Authors: Edvard Radzinsky
It was the latest in a series of morganatic marriages. And by no means a joyful event for the dynasty’s prestige. The tsar’s sister Olga had divorced Pyotr Oldenburgsky. The sweet, gentle Pyotr, a scion of the ancient Oldenburgsky ducal family, was a homosexual, so Olga’s decision was accepted with resignation. And now Nicholas’s sister was marrying her ex-husband’s adjutant, Nikolai Kulikovsky, the modest commander of a regiment of cuirassiers. And conferences took place within the great Romanov family to discuss the planned marriage. But the discussions weren’t only about the marriage. The result was the next ‘family embassy’.
Grand Duke Nikolai Mikhailovich arrived at Headquarters on 2 November. A well-known historian and, as Sandro’s elder brother, nephew of Alexander II and thus the tsar’s kinsman, he was reputed to be a brilliant conversationalist. And now that master of conversation was about to inform the tsar of the conclusions reached at the great Romanov family’s conferences. After a long conversation, he handed Nicholas a letter that he had written beforehand. In it the grand duke said, ‘I long hesitated to reveal the whole truth to you, but after your mother and sisters convinced me to, I have decided to proceed.’ It was, as it were, a collective letter from the family.
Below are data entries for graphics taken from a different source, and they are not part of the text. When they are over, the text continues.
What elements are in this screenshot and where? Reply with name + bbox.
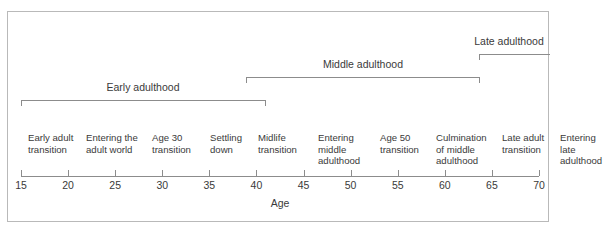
stage-labels: Early adult transition Entering the adul… [28,132,548,180]
axis-tick-label-30: 30 [156,179,168,191]
axis-tick-label-70: 70 [533,179,545,191]
axis-tick-25 [115,170,116,176]
stage-entering-the-adult-world: Entering the adult world [86,132,146,155]
axis-tick-65 [492,170,493,176]
axis-title-age: Age [271,197,290,209]
axis-tick-label-15: 15 [15,179,27,191]
bracket-label-early-adulthood: Early adulthood [93,81,193,93]
axis-tick-label-45: 45 [298,179,310,191]
axis-tick-20 [68,170,69,176]
stage-age-30-transition: Age 30 transition [152,132,204,155]
stage-late-adult-transition: Late adult transition [502,132,556,155]
stage-settling-down: Settling down [210,132,256,155]
axis-tick-60 [445,170,446,176]
axis-tick-label-60: 60 [439,179,451,191]
axis-tick-55 [398,170,399,176]
axis-tick-label-65: 65 [486,179,498,191]
axis-tick-label-35: 35 [204,179,216,191]
axis-tick-45 [304,170,305,176]
axis-tick-50 [351,170,352,176]
axis-tick-label-20: 20 [62,179,74,191]
axis-tick-30 [162,170,163,176]
stage-early-adult-transition: Early adult transition [28,132,82,155]
stage-entering-middle-adulthood: Entering middle adulthood [318,132,374,167]
axis-tick-15 [21,170,22,176]
bracket-middle-adulthood [246,77,480,83]
bracket-label-middle-adulthood: Middle adulthood [313,58,413,70]
axis-tick-label-50: 50 [345,179,357,191]
axis-tick-label-40: 40 [251,179,263,191]
stage-entering-late-adulthood: Entering late adulthood [560,132,607,167]
axis-tick-40 [256,170,257,176]
axis-tick-label-55: 55 [392,179,404,191]
axis-tick-label-25: 25 [109,179,121,191]
stage-midlife-transition: Midlife transition [258,132,312,155]
bracket-late-adulthood [479,54,550,60]
stage-age-50-transition: Age 50 transition [380,132,432,155]
axis-tick-35 [209,170,210,176]
stage-culmination-of-middle-adulthood: Culmination of middle adulthood [436,132,498,167]
bracket-early-adulthood [21,100,266,106]
bracket-label-late-adulthood: Late adulthood [459,35,559,47]
age-axis-line [21,176,539,177]
axis-tick-70 [539,170,540,176]
diagram-frame: Late adulthood Middle adulthood Early ad… [7,11,549,222]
The next day Nicky wrote to Alix, ‘My precious … Nikolai Mikh. came here for one day — we had a long talk last evening wh. I will write to you about in my next letter — today I have no time … ever your old Nicky.’
He did not dare to tell her the content of that serious conversation, preferring instead to forward Nikolai Mikhailovich’s letter to her.
Alix read:
You have said to me more than once that you cannot trust anyone, that everyone deceives you. If that is true, then it is also happening with your wife, who passionately loves you, but who has been led astray by the sheer malicious deceit of those around her. You trust Alexandra Fyodorovna … That is understandable. But what comes from her mouth is the result of clever juggling and not the actual truth …If it isn’t in your power to remove those influences from her, then at least protect yourself from the constant meddling and whispering of the spouse you love.
The grand duke went on to explain that he had decided on that mission of his ‘in the hope … of rescuing you, your throne, and our dear country from the most terrible and irreparable consequences … You stand on the eve of a new era of unrest, I would even say, an era of assassination,’ and he implored the tsar to provide ‘ministers responsible to the Duma’.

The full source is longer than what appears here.